Journal of Indian Botany*

Vol. I. MAY, 1920. Nos. 9 & 10.

THE PHYSIOLOGICAL ANATOMY OF THE PLANTS OF THE INDIAN DESERT

BY

T. S. Sabnis, B.A., M.Sc

St. Xavier's College, Bombay. t (Continued from p. 2i7.)

LYTHRACEAE—(Contd.)

The mesophyll is composed of palisade tissue on the upper side and of arm-palisade tissue on the lower. Internal secretory organs are not found. Oxalate of lime occurs in the form of clustered crystals near the veins in A. desertorum.

The veins are embedded and are enclosed in green bundle- sheaths.

Hairy covering is found on the axis and on bhe upper surface of the leaf of A. desertorum and consists of unicellular conical hairs with verrucose walls and sometimes seated on a group of two or three epidermal cells (fig. 126). Glandular hairs are not found.

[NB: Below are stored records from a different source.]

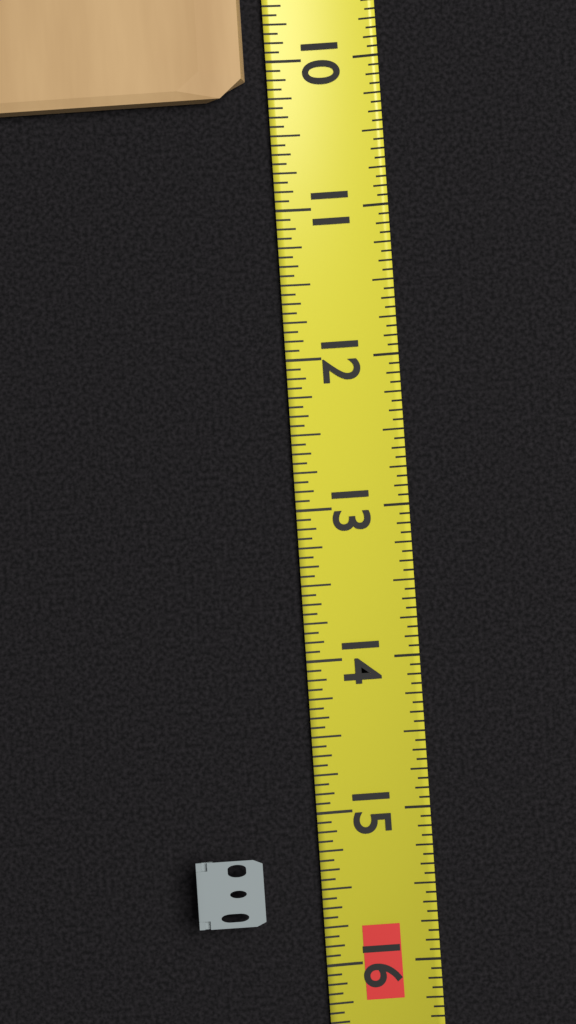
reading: 10.2500 (no unit)
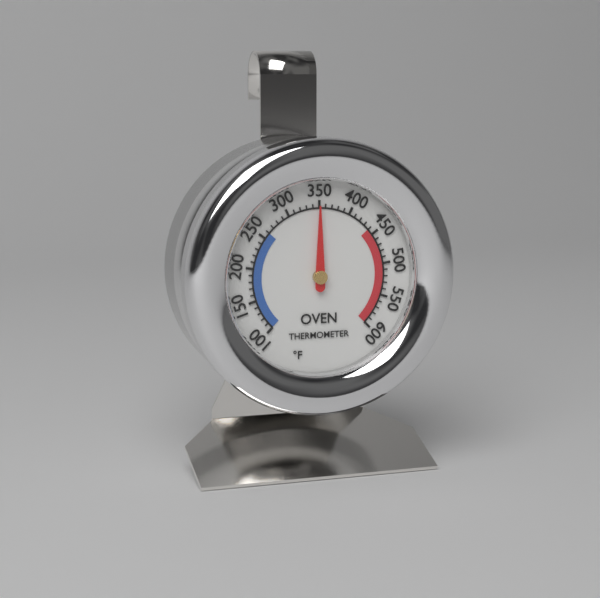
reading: 350 °F
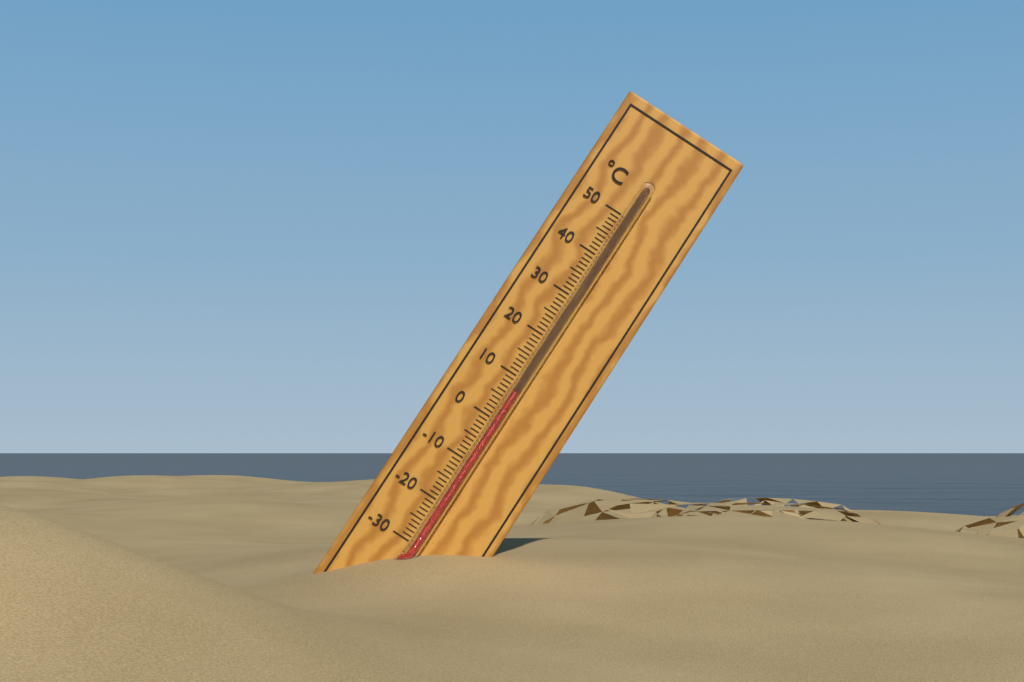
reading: 7 °C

Structure of the Axis : — The epidermis is composed of tabular cells with outer walls thickened, verrucose and convexly arched out- wards. The inner walls are thickened; and the lateral walls are thin and straight. The axis is ribbed at the angles. The cortex is composed of chlorenubyma extending to the ribs.

The pericycle forms a loose ring of bast fibres, those in A. bacci/era having thin walls and large lumina. The wood is composite. The vessels are uniformly distributed in incomplete rows, vessels becoming larger towards the inner margin of the wood. The interfascicular wood prosenchyma is composed of cells with thin walls and large lumina and is more extensive in the upper half. The medullary rays are uniseriate and numerous. Wood parenchyma is abundantly developed at the inner margin of the wood cylinder.